Performers Who Compose

Performers Who Compose

The more performers compose, the greater their understanding, appreciation, and insight will be of works by other composers, and the more creative voices we include in our musical community, the further our musical boundaries will ultimately reach.

Written By

Rob Deemer

During my graduate studies and my first few years of teaching, more than once I experienced seeing student composers not taking seriously performers who tried their hand at composition. The reasons on the surface tended to be that the performers either didn’t have as much training as the composition majors or didn’t consider it their primary focus, although I understood that it usually had much more to do with the self-confidence of the composition majors in question. Since my own career had taken several twists and turns before finally settling on my current path, I’ve done as much as I can to encourage students outside of the composition major to compose their own works and have them performed, which is why the past couple of weeks have been so satisfying.

Earlier this year I wrote about the student new music organization I oversee at SUNY Fredonia and the NewSound Festival they hold every February. This year we decided that because of the number of groups and guests that we were bringing to campus, we would split this festival in two–a FallSound festival in September/October and a NewSound festival in February/March. This semester we had four sets of residencies in quick succession: the Mivos Quartet (just back from their stint at Darmstadt), the unique quartet loadbang, pianist and NOW Ensemble founding member Michael Mizrahi, and three composers–Daron Hagen, John McDonald, and Caroline Mallonée–in town to hear their works performed by our faculty-based ANA Trio (soprano Angela Haas, cellist Natasha Farny, and pianist Anne Kissel). Over the course of the festival, the students had the opportunity to experience concerts, lectures, masterclasses, private lessons, and–best of all–down time with some of the most talented performers and composers out there today.

One thing that took me by surprise was the programs of our guest ensembles. Both the Mivos Quartet and loadbang presented repertoire that ranged from established masters (Rihm by Mivos; Cage and Lang by loadbang) as well as composers from their own generation (Mincek, Bettendorf, and Lara by Mivos; Lunsqui, Worthington, Akiho, and Futing by loadbang), but what caught me off-guard was that both ensembles featured works by members of their ensembles. loadbang brought forth a movement (“Gloria”) from an extended work entitled Mass by trumpeter Andy Kozar and an arrangement of Guillaume de Machaut’s 14th-century “Gloria” by baritone Jeffrey Gavett, both of which were extremely effective and quite touching. A week earlier, Mivos performed Mura by quartet member Olivia De Prato and after the concert I had several students comment to me that her work was one of their favorites of the evening.

We learned later that both ensembles encourage this “writing from within” to a great degree. Kozar has an upcoming CD of his original works (including the aforementioned Mass) on the horizon and loadbang’s newest member, clarinetist Carlos Cordeiro, has composed many electroacoustic works. Mivos seemed quite proud of the fact that all four members were composing for the quartet and an entire concert of music composed by themselves is in the works.

In the past, we’ve seen many examples of composers performing their own works alone or with others–Cage, Reich, Glass, and Tower come quickly to mind. With the influx of chamber ensembles gaining traction since the late 1990s (taking their cues from Kronos Quartet and Bang on a Can All-Stars before them), there has been a growing surge of groups that foster an openness to performing their own members’ works (ETHEL, Alarm Will Sound, and SO Percussion are but three examples). Lately there has been a growth in academic programs that allow for this openness during school, with the graduate programs in contemporary music at the Manhattan School of Music and Bowling Green State University being formed within the past ten years.

This is a good thing–and not just in the contemporary concert music world. The more performers compose, the greater their understanding, appreciation, and insight will be of works by other composers, and the more creative voices we include in our musical community, the further our musical boundaries will ultimately reach.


Could you transcribe every record below exactly, leaving out any pictures?

┏━━

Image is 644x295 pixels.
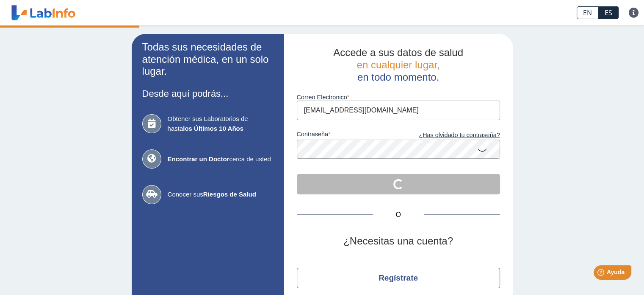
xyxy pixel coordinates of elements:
[203,191,256,198] b: Riesgos de Salud
[357,71,439,83] span: en todo momento.
[297,267,500,288] button: Regístrate
[183,125,243,132] b: los Últimos 10 Años
[167,189,273,200] span: Conocer sus
[167,114,273,133] span: Obtener sus Laboratorios de hasta
[577,6,599,19] a: EN
[373,209,424,219] span: O
[297,131,399,140] label: contraseña
[399,131,500,140] a: ¿Has olvidado tu contraseña?
[167,154,273,164] span: cerca de usted
[297,93,500,100] label: Correo Electronico
[334,47,463,58] span: Accede a sus datos de salud
[356,59,440,70] span: en cualquier lugar,
[142,41,273,77] h2: Todas sus necesidades de atención médica, en un solo lugar.
[297,235,500,247] h2: ¿Necesitas una cuenta?
[142,88,273,99] h3: Desde aquí podrás...
[167,155,229,163] b: Encontrar un Doctor
[569,262,635,285] iframe: Help widget launcher
[599,6,618,19] a: ES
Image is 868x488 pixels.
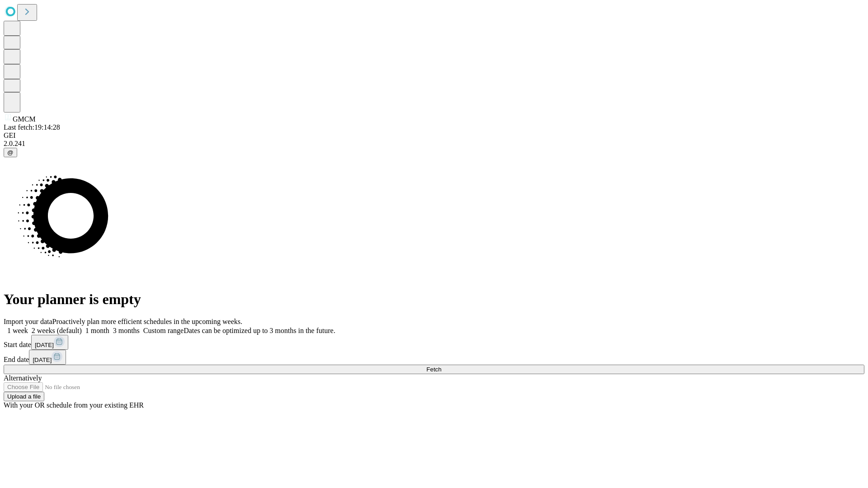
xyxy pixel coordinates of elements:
[4,291,865,307] h1: Your planner is empty
[4,401,144,409] span: With your OR schedule from your existing EHR
[143,326,183,334] span: Custom range
[113,326,139,334] span: 3 months
[183,326,335,334] span: Dates can be optimized up to 3 months in the future.
[4,350,865,364] div: End date
[12,115,36,123] span: GMCM
[31,335,68,350] button: [DATE]
[52,318,242,325] span: Proactively plan more efficient schedules in the upcoming weeks.
[35,341,54,348] span: [DATE]
[4,124,60,131] span: Last fetch: 19:14:28
[4,318,52,325] span: Import your data
[4,139,865,148] div: 2.0.241
[4,364,865,374] button: Fetch
[31,326,82,334] span: 2 weeks (default)
[4,374,42,382] span: Alternatively
[4,392,45,401] button: Upload a file
[426,366,441,373] span: Fetch
[7,149,14,156] span: @
[33,357,52,363] span: [DATE]
[86,326,109,334] span: 1 month
[4,148,17,157] button: @
[4,131,865,139] div: GEI
[29,350,66,364] button: [DATE]
[7,326,28,334] span: 1 week
[4,335,865,350] div: Start date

┗━━

• _Solution to the exercise_:
Image is 644x295 pixels.
xyxy pixel coordinates of elements:
[203,191,256,198] b: Riesgos de Salud
[357,71,439,83] span: en todo momento.
[297,267,500,288] button: Regístrate
[183,125,243,132] b: los Últimos 10 Años
[167,189,273,200] span: Conocer sus
[167,114,273,133] span: Obtener sus Laboratorios de hasta
[577,6,599,19] a: EN
[373,209,424,219] span: O
[297,131,399,140] label: contraseña
[399,131,500,140] a: ¿Has olvidado tu contraseña?
[167,154,273,164] span: cerca de usted
[297,93,500,100] label: Correo Electronico
[334,47,463,58] span: Accede a sus datos de salud
[356,59,440,70] span: en cualquier lugar,
[142,41,273,77] h2: Todas sus necesidades de atención médica, en un solo lugar.
[297,235,500,247] h2: ¿Necesitas una cuenta?
[142,88,273,99] h3: Desde aquí podrás...
[167,155,229,163] b: Encontrar un Doctor
[569,262,635,285] iframe: Help widget launcher
[599,6,618,19] a: ES
Image is 868x488 pixels.
xyxy pixel coordinates of elements:
[4,291,865,307] h1: Your planner is empty
[4,401,144,409] span: With your OR schedule from your existing EHR
[143,326,183,334] span: Custom range
[113,326,139,334] span: 3 months
[183,326,335,334] span: Dates can be optimized up to 3 months in the future.
[4,350,865,364] div: End date
[12,115,36,123] span: GMCM
[31,335,68,350] button: [DATE]
[52,318,242,325] span: Proactively plan more efficient schedules in the upcoming weeks.
[35,341,54,348] span: [DATE]
[4,124,60,131] span: Last fetch: 19:14:28
[4,318,52,325] span: Import your data
[4,139,865,148] div: 2.0.241
[4,364,865,374] button: Fetch
[31,326,82,334] span: 2 weeks (default)
[4,374,42,382] span: Alternatively
[4,392,45,401] button: Upload a file
[426,366,441,373] span: Fetch
[7,149,14,156] span: @
[33,357,52,363] span: [DATE]
[86,326,109,334] span: 1 month
[4,148,17,157] button: @
[4,131,865,139] div: GEI
[29,350,66,364] button: [DATE]
[7,326,28,334] span: 1 week
[4,335,865,350] div: Start date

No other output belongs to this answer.